Map of Oklahoma Tribal Statistical Areas. Oklahoma Tribal Statistical Area is a statistical entity identified and delineated by federally recognized American Indian tribes in Oklahoma as part of the U.S. Census Bureau's 2010 Census and ongoing American Community Survey. [1]
Map of Tribal Jurisdictional Areas in Oklahoma. This is a list of federally recognized Native American Tribes in the U.S. state of Oklahoma . With its 38 federally recognized tribes, [ 1 ] Oklahoma has the third largest numbers of tribes of any state, behind Alaska and California .
Custer County is a county located in the U.S. state of Oklahoma. As of the 2020 census, the population was 28,513. [1] Its county seat is Arapaho. [2] The county was named in honor of General George Armstrong Custer. Custer County comprises the Weatherford, Oklahoma, Micropolitan Statistical Area.

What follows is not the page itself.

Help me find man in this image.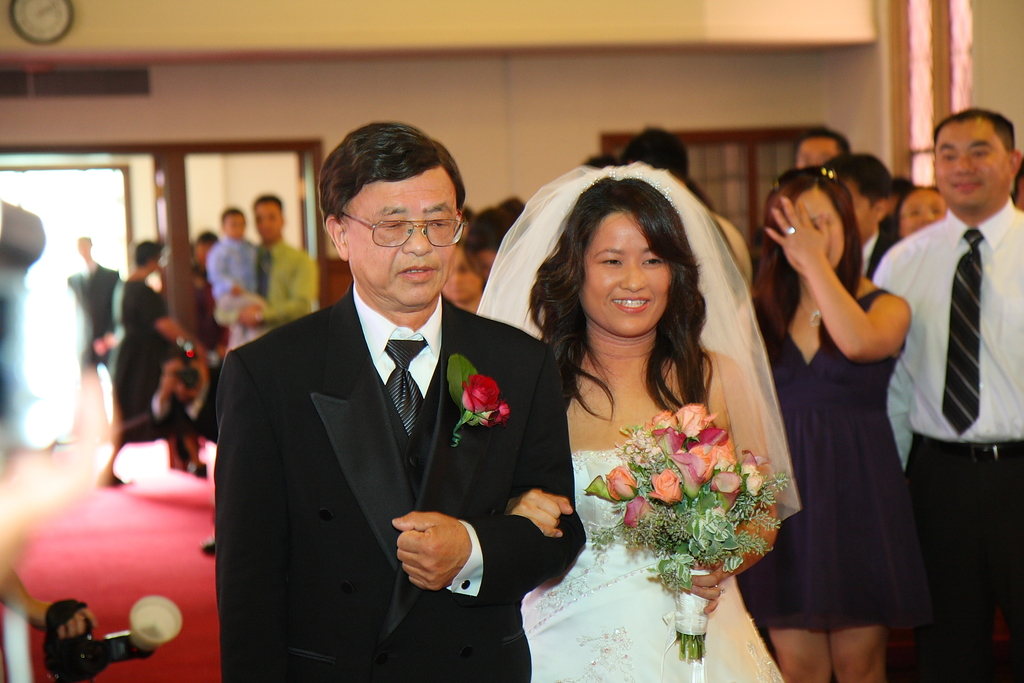
Found it: <box>206,136,566,675</box>.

The Cheyenne left in 1897 to form their own agency at Concho. When the Arapaho reunited with them, they both occupied the Concho agency. The Darlington Agency site became the property of the State of Oklahoma after it was admitted to the Union in 1907. The Masons leased the site, and operated a boarding school and retirement home there until 1922.
El Reno is located on the 98th meridian west, about 25 miles west of Oklahoma City. The eastern side of the meridian was opened to non-Indian settlement in the Land Rush of 1889. The western side was opened in 1892, when the federal government also made some Cheyenne and Arapaho lands available for settlement by non-Native Americans.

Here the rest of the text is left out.